IDEAS home Printed from https://ideas.repec.org/p/arz/wpaper/eres2006_269.html
   My bibliography  Save this paper

Asset Meltdown - Fact Or Fiction?

Author

Listed:
  • Raimond Maurer
  • Marcel Marekwica
  • Steffen Sebastian

Abstract

This paper analyzes the relation between demographic structure and real asset returns on treasury bills, bonds, stocks and real estate for the G7-countries (United States, Canada, Japan, Italy, France, the United Kingdom and Germany). Based on a macroeconomic multifactor model, a variety of different demographic factors is examined in the time period 1951 to 2002. In these models, no robust relationship between shocks in demographic variables and asset returns can be found, which suggests, that Asset Meltdown is more fiction than fact. Full paper available at www.real-estate-finance.de.

Suggested Citation

  • Raimond Maurer & Marcel Marekwica & Steffen Sebastian, 2006. "Asset Meltdown - Fact Or Fiction?," ERES eres2006_269, European Real Estate Society (ERES).
  • Handle: RePEc:arz:wpaper:eres2006_269
    as

    Download full text from publisher

    File URL: https://eres.architexturez.net/doc/oai-eres-id-eres2006-269
    Download Restriction: no
    ---><---

    Citations

    Citations are extracted by the CitEc Project, subscribe to its RSS feed for this item.
    as


    Cited by:

    1. Yasmine Essafi & Raphaël Languillon & Arnaud Simon, 2017. "The Relation between Aging and Housing Prices A Key Indicator for the French Spatial Wealth Reshaping [La relation Vieillissement-Prix immobiliers : un indicateur clé pour la réorganisation spatial," Working Papers halshs-01654445, HAL.
    2. Spahn Heinz-Peter, 2007. "Vermögenspreise, Alterung und Ersparnis / Asset Prices, Aging and Saving: Gibt es einen demografisch bedingten „Asset Meltdown“? / Should We Expect an Asset Meltdown for Demographic Reasons?," Journal of Economics and Statistics (Jahrbuecher fuer Nationaloekonomie und Statistik), De Gruyter, vol. 227(1), pages 102-106, February.

    More about this item

    JEL classification:

    • R3 - Urban, Rural, Regional, Real Estate, and Transportation Economics - - Real Estate Markets, Spatial Production Analysis, and Firm Location

    Statistics

    Access and download statistics

    Corrections

    All material on this site has been provided by the respective publishers and authors. You can help correct errors and omissions. When requesting a correction, please mention this item's handle: RePEc:arz:wpaper:eres2006_269. See general information about how to correct material in RePEc.

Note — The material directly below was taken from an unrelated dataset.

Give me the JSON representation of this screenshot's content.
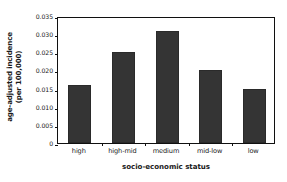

    If you have authored this item and are not yet registered with RePEc, we encourage you to do it here. This allows to link your profile to this item. It also allows you to accept potential citations to this item that we are uncertain about.

    We have no bibliographic references for this item. You can help adding them by using this form .

    If you know of missing items citing this one, you can help us creating those links by adding the relevant references in the same way as above, for each refering item. If you are a registered author of this item, you may also want to check the "citations" tab in your RePEc Author Service profile, as there may be some citations waiting for confirmation.

    For technical questions regarding this item, or to correct its authors, title, abstract, bibliographic or download information, contact: Architexturez Imprints (email available below). General contact details of provider: https://edirc.repec.org/data/eressea.html .

    Please note that corrections may take a couple of weeks to filter through the various RePEc services.

    IDEAS is a RePEc service. RePEc uses bibliographic data supplied by the respective publishers.